A 2006 study found an estimated 300,000 to 600,000 American children suffer reductions in IQ related to mercury poisoning.
The FAU researchers say the mercury levels are higher in dolphins and fish in the northern Indian River Lagoon compared to elsewhere in Florida. The reason is because bacteria in the sulfate-rich muck and salt marsh transform mercury into a much more toxic, more readily absorbed compound called methylmercury.
“It’s both the species that they’re eating and the area where they’re feeding,” Schaefer said. “We’re seeing animals with the highest concentration cluster together in their social network.”
The study, published recently in Marine Mammal Science, was conducted by researchers at Harbor Branch; Georgia Aquarium; Colorado State University; National Oceanographic and Atmospheric Administration; and the University of Miami.
Dolphins’ social groups share similar mercury levels
The researchers drew blood samples from 98 lagoon dolphins between 2003 to 2007 and from 2010 to 2012, as part of a longer-term study comparing dolphins in the lagoon with dolphins in Charleston, South Carolina.
A 2011 estimate puts the lagoon’s dolphins at 662 individuals. They spend most of their life in the lagoon, hanging out where the fish are and hunting in packs. A long lifespan makes them good indicators of overall ecological health. To keep track of them, researchers maintain a photo catalog identifying the dolphins.
“It’s the first time that anyone, we know of at least, has integrated social network data into environmental exposure,” Schaefer said of the mercury study.
A study in 2014 by Schaefer and other researchers found that people who ate lagoon seafood once a day were almost four times more likely to have mercury levels in their hair higher than federal guidelines. Levels found in women were just below the federal guidelines but about five times higher than the average for U.S. women of childbearing age. People from Martin County had the highest mean hair concentrations of mercury, followed by Brevard and Palm Beach counties.
For most fish species, researchers find similar mercury levels that lagoon fish had 16 years ago, when the Fish and Wildlife Research Institute conducted a statewide study of mercury in fish.
“I think for a lot of species it’s probably relatively stable,” said Doug Adams, a research scientists with the Florida Fish and Wildlife Conservation Commission.
FWC’s mercury findings echo Harbor Branch’s.
“We found that seatrout from the northern part of Mosquito Lagoon, which has less human urbanization, had comparatively higher levels than farther south,” Adams said.
Since 2003, a team of Harbor Branch and other researchers have examined and released more than 360 bottlenose dolphins, 250 of them from the lagoon and the rest in Charleston Harbor, South Carolina.

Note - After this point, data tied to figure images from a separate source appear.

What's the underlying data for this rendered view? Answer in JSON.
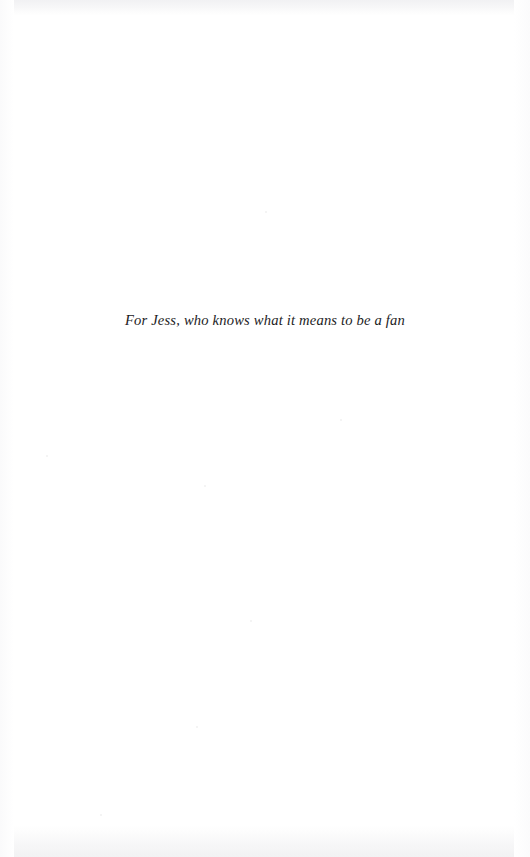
{
  "page": {
    "kind": "book-dedication-page",
    "width": 530,
    "height": 857,
    "background_color": "#ffffff",
    "text_color": "#1c1c1e",
    "scan_shade_color": "#f1f1f3"
  },
  "dedication": {
    "text": "For Jess, who knows what it means to be a fan",
    "style": "italic",
    "alignment": "center"
  },
  "folio": {
    "page_number": ""
  }
}
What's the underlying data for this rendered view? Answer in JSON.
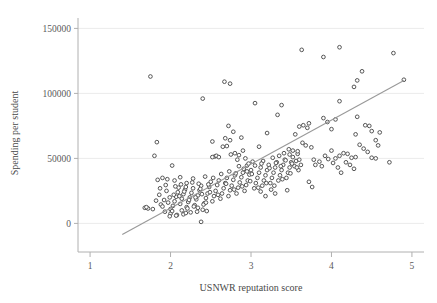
{
  "chart_data": {
    "type": "scatter",
    "title": "",
    "xlabel": "USNWR reputation score",
    "ylabel": "Spending per student",
    "xlim": [
      0.85,
      5.15
    ],
    "ylim": [
      -22000,
      158000
    ],
    "xticks": [
      1,
      2,
      3,
      4,
      5
    ],
    "xtick_labels": [
      "1",
      "2",
      "3",
      "4",
      "5"
    ],
    "yticks": [
      0,
      50000,
      100000,
      150000
    ],
    "ytick_labels": [
      "0",
      "50000",
      "100000",
      "150000"
    ],
    "grid": "horizontal",
    "legend": "none",
    "marker": "open-circle",
    "marker_color": "#4d4d4d",
    "marker_fill": "#ffffff",
    "line_color": "#999999",
    "axis_color": "#b0b0b0",
    "grid_color": "#ebebeb",
    "fit_line": {
      "label": "linear fit",
      "x": [
        1.4,
        4.9
      ],
      "y": [
        -8500,
        110000
      ]
    },
    "points": [
      [
        1.72,
        11500
      ],
      [
        1.78,
        11000
      ],
      [
        1.8,
        52000
      ],
      [
        1.75,
        113000
      ],
      [
        1.88,
        14500
      ],
      [
        1.9,
        13000
      ],
      [
        1.92,
        18000
      ],
      [
        1.86,
        22000
      ],
      [
        1.95,
        25000
      ],
      [
        1.97,
        16000
      ],
      [
        1.84,
        33500
      ],
      [
        1.9,
        35000
      ],
      [
        1.96,
        34000
      ],
      [
        1.99,
        20000
      ],
      [
        2.02,
        44500
      ],
      [
        2.0,
        11000
      ],
      [
        2.03,
        13500
      ],
      [
        2.05,
        17000
      ],
      [
        2.07,
        20500
      ],
      [
        2.09,
        24000
      ],
      [
        2.1,
        27500
      ],
      [
        2.12,
        15000
      ],
      [
        2.14,
        19000
      ],
      [
        2.16,
        22500
      ],
      [
        2.18,
        26000
      ],
      [
        2.2,
        12500
      ],
      [
        2.22,
        16500
      ],
      [
        2.24,
        20000
      ],
      [
        2.26,
        23500
      ],
      [
        2.28,
        27000
      ],
      [
        2.3,
        14000
      ],
      [
        2.32,
        18500
      ],
      [
        2.34,
        21500
      ],
      [
        2.36,
        25500
      ],
      [
        2.38,
        29000
      ],
      [
        2.4,
        10500
      ],
      [
        2.42,
        15500
      ],
      [
        2.44,
        19500
      ],
      [
        2.46,
        23000
      ],
      [
        2.48,
        28000
      ],
      [
        2.05,
        33000
      ],
      [
        2.12,
        35500
      ],
      [
        2.2,
        31000
      ],
      [
        2.28,
        34500
      ],
      [
        2.35,
        30500
      ],
      [
        2.43,
        36000
      ],
      [
        2.5,
        32000
      ],
      [
        2.38,
        1200
      ],
      [
        2.08,
        6500
      ],
      [
        2.16,
        7000
      ],
      [
        2.25,
        8500
      ],
      [
        2.33,
        9000
      ],
      [
        2.45,
        9500
      ],
      [
        1.93,
        9000
      ],
      [
        2.0,
        7500
      ],
      [
        2.52,
        17000
      ],
      [
        2.54,
        21000
      ],
      [
        2.56,
        25000
      ],
      [
        2.58,
        29500
      ],
      [
        2.6,
        33000
      ],
      [
        2.62,
        19000
      ],
      [
        2.64,
        23000
      ],
      [
        2.66,
        27000
      ],
      [
        2.68,
        31000
      ],
      [
        2.7,
        35000
      ],
      [
        2.72,
        21000
      ],
      [
        2.74,
        25500
      ],
      [
        2.76,
        29000
      ],
      [
        2.78,
        33500
      ],
      [
        2.8,
        37000
      ],
      [
        2.82,
        23000
      ],
      [
        2.84,
        27500
      ],
      [
        2.86,
        31500
      ],
      [
        2.88,
        35500
      ],
      [
        2.9,
        39000
      ],
      [
        2.92,
        25000
      ],
      [
        2.94,
        29500
      ],
      [
        2.96,
        33000
      ],
      [
        2.98,
        37500
      ],
      [
        3.0,
        41000
      ],
      [
        2.55,
        51500
      ],
      [
        2.57,
        52000
      ],
      [
        2.6,
        51000
      ],
      [
        2.65,
        59000
      ],
      [
        2.7,
        59500
      ],
      [
        2.75,
        53000
      ],
      [
        2.8,
        54000
      ],
      [
        2.85,
        52500
      ],
      [
        2.9,
        56000
      ],
      [
        2.95,
        44500
      ],
      [
        2.52,
        63000
      ],
      [
        2.68,
        65500
      ],
      [
        2.74,
        64000
      ],
      [
        2.78,
        70500
      ],
      [
        2.72,
        75000
      ],
      [
        2.88,
        66000
      ],
      [
        2.93,
        50000
      ],
      [
        2.83,
        49000
      ],
      [
        2.97,
        46000
      ],
      [
        3.02,
        47500
      ],
      [
        1.83,
        62500
      ],
      [
        2.4,
        96000
      ],
      [
        2.67,
        109000
      ],
      [
        2.74,
        107500
      ],
      [
        2.52,
        51000
      ],
      [
        3.04,
        27000
      ],
      [
        3.06,
        31000
      ],
      [
        3.08,
        35000
      ],
      [
        3.1,
        39000
      ],
      [
        3.12,
        43000
      ],
      [
        3.14,
        29000
      ],
      [
        3.16,
        33000
      ],
      [
        3.18,
        37000
      ],
      [
        3.2,
        41000
      ],
      [
        3.22,
        45000
      ],
      [
        3.24,
        31000
      ],
      [
        3.26,
        35000
      ],
      [
        3.28,
        39000
      ],
      [
        3.3,
        43000
      ],
      [
        3.32,
        47000
      ],
      [
        3.34,
        33000
      ],
      [
        3.36,
        37000
      ],
      [
        3.38,
        41000
      ],
      [
        3.4,
        45000
      ],
      [
        3.42,
        49000
      ],
      [
        3.44,
        35000
      ],
      [
        3.46,
        39000
      ],
      [
        3.48,
        43000
      ],
      [
        3.5,
        47000
      ],
      [
        3.52,
        51000
      ],
      [
        3.05,
        92500
      ],
      [
        3.1,
        59000
      ],
      [
        3.2,
        69500
      ],
      [
        3.33,
        83500
      ],
      [
        3.38,
        91000
      ],
      [
        3.12,
        24500
      ],
      [
        3.18,
        21000
      ],
      [
        3.25,
        26000
      ],
      [
        3.3,
        23000
      ],
      [
        3.45,
        25500
      ],
      [
        3.54,
        44000
      ],
      [
        3.56,
        48000
      ],
      [
        3.58,
        53500
      ],
      [
        3.6,
        49000
      ],
      [
        3.62,
        45000
      ],
      [
        3.64,
        62000
      ],
      [
        3.55,
        68500
      ],
      [
        3.6,
        74500
      ],
      [
        3.65,
        75500
      ],
      [
        3.7,
        73500
      ],
      [
        3.72,
        77000
      ],
      [
        3.68,
        60000
      ],
      [
        3.75,
        58500
      ],
      [
        3.78,
        49000
      ],
      [
        3.8,
        45000
      ],
      [
        3.72,
        32000
      ],
      [
        3.76,
        28000
      ],
      [
        3.52,
        56000
      ],
      [
        3.48,
        53000
      ],
      [
        3.58,
        55500
      ],
      [
        3.63,
        133500
      ],
      [
        3.9,
        128000
      ],
      [
        4.1,
        135500
      ],
      [
        4.77,
        131000
      ],
      [
        3.9,
        81000
      ],
      [
        3.95,
        78000
      ],
      [
        4.0,
        72500
      ],
      [
        4.05,
        80000
      ],
      [
        4.1,
        94000
      ],
      [
        4.0,
        56000
      ],
      [
        4.05,
        50000
      ],
      [
        4.1,
        52000
      ],
      [
        4.15,
        54000
      ],
      [
        4.2,
        53500
      ],
      [
        4.25,
        50500
      ],
      [
        4.3,
        51000
      ],
      [
        4.18,
        47000
      ],
      [
        4.23,
        45000
      ],
      [
        4.28,
        42000
      ],
      [
        4.12,
        39000
      ],
      [
        4.08,
        43000
      ],
      [
        4.02,
        46500
      ],
      [
        3.96,
        49500
      ],
      [
        3.92,
        52000
      ],
      [
        4.3,
        68500
      ],
      [
        4.32,
        82000
      ],
      [
        4.28,
        105000
      ],
      [
        4.32,
        110000
      ],
      [
        4.38,
        117000
      ],
      [
        4.42,
        75500
      ],
      [
        4.47,
        75000
      ],
      [
        4.5,
        71000
      ],
      [
        4.55,
        64000
      ],
      [
        4.6,
        70000
      ],
      [
        4.35,
        60500
      ],
      [
        4.4,
        57500
      ],
      [
        4.45,
        55000
      ],
      [
        4.5,
        50500
      ],
      [
        4.55,
        50000
      ],
      [
        4.58,
        60000
      ],
      [
        4.72,
        47000
      ],
      [
        4.9,
        110500
      ],
      [
        3.85,
        47500
      ],
      [
        3.88,
        44000
      ],
      [
        1.68,
        12000
      ],
      [
        1.7,
        12500
      ],
      [
        1.82,
        17500
      ],
      [
        1.87,
        27000
      ],
      [
        1.94,
        29500
      ],
      [
        2.06,
        28500
      ],
      [
        2.13,
        30000
      ],
      [
        2.19,
        28000
      ],
      [
        2.27,
        31500
      ],
      [
        2.37,
        26500
      ],
      [
        2.47,
        30000
      ],
      [
        2.53,
        35000
      ],
      [
        2.63,
        38000
      ],
      [
        2.73,
        40000
      ],
      [
        2.81,
        38500
      ],
      [
        2.91,
        42000
      ],
      [
        3.01,
        38000
      ],
      [
        3.15,
        48000
      ],
      [
        3.27,
        50500
      ],
      [
        3.35,
        52000
      ],
      [
        3.41,
        54000
      ],
      [
        3.47,
        57000
      ],
      [
        2.04,
        22000
      ],
      [
        2.11,
        21000
      ],
      [
        2.17,
        24500
      ],
      [
        2.23,
        18000
      ],
      [
        2.31,
        20000
      ],
      [
        2.39,
        22500
      ],
      [
        2.49,
        24000
      ],
      [
        2.59,
        22000
      ],
      [
        2.69,
        30500
      ],
      [
        2.79,
        26000
      ],
      [
        2.89,
        28500
      ],
      [
        2.99,
        32500
      ],
      [
        3.09,
        27500
      ],
      [
        3.19,
        31000
      ],
      [
        3.29,
        29000
      ],
      [
        3.39,
        34000
      ],
      [
        3.49,
        38500
      ],
      [
        3.59,
        41000
      ],
      [
        2.02,
        9500
      ],
      [
        2.14,
        10000
      ],
      [
        2.21,
        11500
      ],
      [
        2.29,
        13000
      ],
      [
        2.41,
        14500
      ],
      [
        1.99,
        5500
      ],
      [
        2.07,
        6000
      ],
      [
        2.19,
        8000
      ],
      [
        2.34,
        12000
      ],
      [
        2.44,
        16000
      ],
      [
        2.85,
        44000
      ],
      [
        2.95,
        40000
      ],
      [
        3.05,
        44500
      ],
      [
        3.13,
        46000
      ],
      [
        3.23,
        42500
      ],
      [
        3.31,
        46500
      ],
      [
        3.37,
        44000
      ],
      [
        3.43,
        48500
      ],
      [
        3.51,
        46000
      ],
      [
        3.57,
        43000
      ]
    ]
  },
  "axes": {
    "ylabel_text": "Spending per student",
    "xlabel_text": "USNWR reputation score"
  }
}
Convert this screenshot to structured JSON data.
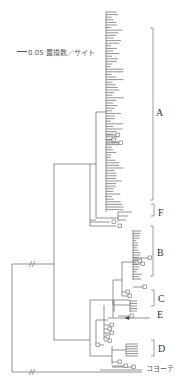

They find only half of those dolphins are clinically healthy, and the lagoon dolphins are worse off.
They measured mercury in blood and skin of lagoon dolphins at more than four times higher than those found in dolphins in Charleston Harbor.
Dolphins studied near Merritt Island, especially, seem in poor health. And the researchers point to water tainted by partially treated sewage and runoff as the possible cause.
Mercury levels stabilizingThe good news is that blood mercury levels in the lagoon dolphins’ blood, although still high, have shown a significant, steady decline over the past decade, according to a 2015 study by Harbor Branch and other researchers. That may be because of emissions reductions, a shift in the prey lagoon dolphins eat or other reasons, the researchers said.
Biologists aren’t sure what healthy mercury levels in lagoon dolphins should be, but they know the problem isn’t going away anytime soon.
“Even if we stopped polluting today, there’s going to be a lag effect, because mercury is ubiquitous,” Shaefer said.